When, furthermore, you throw your mind, not only to the Brosna, with its 600 miles of river, but to every other river with such catchment areas, and try to imagine the ordinary obstructions that might be there, just try to think of all the requests that would come in. Now, while, as I say, we would not be obliged, nor would our hands be tied, in the way of undertaking any work, at least, in connection with such requests, if that amendment were accepted we would have to do something definitely to enable us to say that certain things should or should not be done.

As I said, during the discussion on that amendment, I can assure the House that I realise the Senator's anxiety and his desire, as well as the desire of other people, to maintain machinery to enable a perfect job to be done over the whole, and, at the same time, having temporary machinery, to cope with odd jobs to be done up and down the country, if that were feasible. While I say that, however, I wish to point out that we, in the Board of Works, have examined that matter as thoroughly as possible, and have found that it is not a feasible proposition.

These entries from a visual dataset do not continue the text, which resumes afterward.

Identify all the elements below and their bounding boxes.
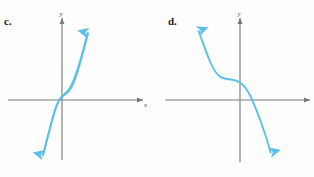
panel-c-curve xyxy=(43,33,88,155)
panel-c-y-axis-label: y xyxy=(59,10,64,18)
panel-c: c. y x xyxy=(0,0,157,177)
panel-d: d. y xyxy=(157,0,314,177)
panel-d-curve xyxy=(199,31,271,153)
figure-root: c. y x xyxy=(0,0,314,177)
panel-c-plot: y x xyxy=(0,0,157,177)
panel-d-y-axis-label: y xyxy=(237,10,242,18)
panel-d-plot: y xyxy=(157,0,314,177)
panel-c-curve-body xyxy=(43,34,88,156)
panel-c-x-axis-label: x xyxy=(143,101,148,109)
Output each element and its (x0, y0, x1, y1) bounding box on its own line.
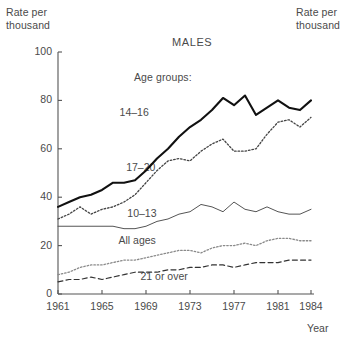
series-line-all-ages (58, 238, 311, 274)
chart-figure: Rate per thousand Rate per thousand MALE… (0, 0, 351, 346)
series-line-14-16 (58, 96, 311, 207)
plot-canvas (0, 0, 351, 346)
series-line-10-13 (58, 202, 311, 229)
series-line-21-or-over (58, 260, 311, 282)
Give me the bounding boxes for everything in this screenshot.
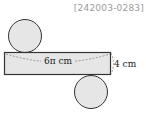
height-label: 4 cm xyxy=(114,59,137,69)
cylinder-net-diagram: 6π cm 4 cm xyxy=(0,0,146,117)
bottom-base-circle xyxy=(75,76,108,109)
width-label: 6π cm xyxy=(44,56,73,66)
top-base-circle xyxy=(9,20,42,53)
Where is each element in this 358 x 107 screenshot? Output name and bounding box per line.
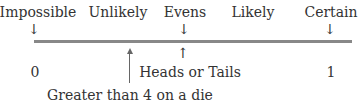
pointer-line <box>129 53 130 83</box>
event-greater-than-4: Greater than 4 on a die <box>47 87 213 103</box>
label-unlikely: Unlikely <box>89 4 148 20</box>
value-zero: 0 <box>31 64 40 80</box>
event-heads-or-tails: Heads or Tails <box>139 64 241 80</box>
down-arrow-icon: ↓ <box>178 22 190 36</box>
label-likely: Likely <box>232 4 275 20</box>
up-arrow-icon <box>127 48 133 54</box>
up-arrow-icon: ↑ <box>177 46 189 60</box>
label-impossible: Impossible <box>0 4 76 20</box>
down-arrow-icon: ↓ <box>28 22 40 36</box>
scale-line <box>34 40 352 43</box>
down-arrow-icon: ↓ <box>324 22 336 36</box>
label-evens: Evens <box>164 4 207 20</box>
label-certain: Certain <box>304 4 357 20</box>
value-one: 1 <box>327 64 336 80</box>
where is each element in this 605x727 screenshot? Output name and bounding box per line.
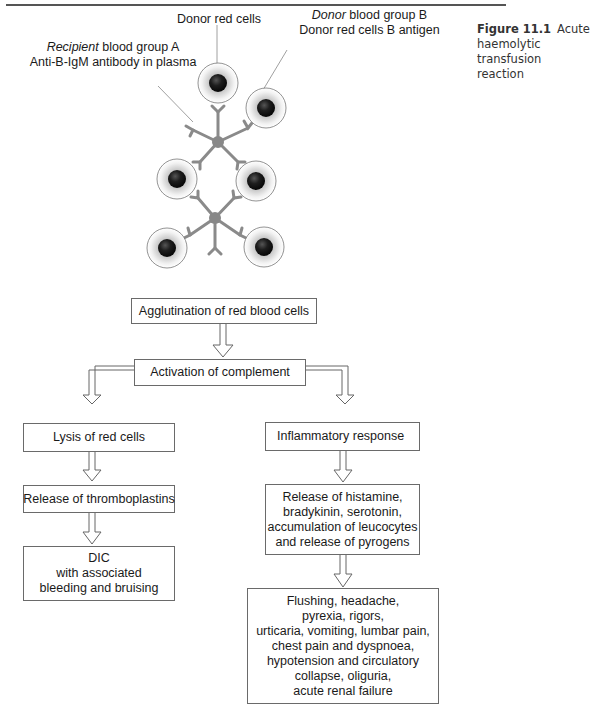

Perhaps I have gone to too great a length in trying to convey, as best I could, some of the arguments that, in perhaps a rather slipshod manner, I may have presented during the discussion of the Bill and of that particular section. I can only say that I hope I have made myself a little more clear than I did on the previous occasion. I would not like the Senator, or the Seanad, in general, to think that I resisted that amendment without having given it some thought. I can assure the Seanad that the decision to resist it was arrived at only as a result of a good deal of consideration. I think, Sir, that that is all I have to say on this Bill.

Has the Parliamentary Secretary anything to say about priorities.

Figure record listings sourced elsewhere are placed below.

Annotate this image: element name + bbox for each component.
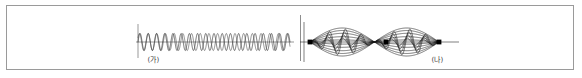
wave-figure: (가) (나) <box>0 0 582 78</box>
panel-standing-wave: (나) <box>300 6 575 69</box>
figure-frame: (가) (나) <box>6 5 574 70</box>
caption-standing-wave: (나) <box>300 54 575 64</box>
standing-node-2 <box>384 40 389 45</box>
caption-traveling-wave: (가) <box>7 54 300 64</box>
panel-traveling-wave: (가) <box>7 6 300 69</box>
standing-node-3 <box>437 40 442 45</box>
standing-node-1 <box>308 40 313 45</box>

No; because we have made no decision ourselves. The only thing I can say is that we have made a survey of the Brosna; that we are trying to get additional staff, and that if we can get additional staff, and that when the time comes when we shall be able to acquire the necessary machinery and get the necessary authority, we shall proceed with the work; but we have not reached the stage yet where a decision can be reached as to the order of priority in which the problem will be approached. We have had a very interesting discussion and I must say that I was very pleased with the way in which the Bill was received and the way in which the Seanad treated me personally. I am sorry Senator Hayes is not here. I felt terribly sore last night when, as a result, more or less, of a jocose remark on my part, he proceeded to tell the House the sort of crude, awkward boy I was almost 20 years ago when I first came in contact with him in the other House. It may be a bit late now to tell my side of the story. When a man gets "one over" on me, I do not like to give the impression that I am not a "sport" and cannot take it. However, I should not like the Senator to get away with the belief that I have not noticed the very considerable changes which have come over the learned professor as well as the country boy who came up with the clay on his brogues from County Cavan.

Question put and agreed to.
Bill ordered to be returned to the Dáil, with amendments.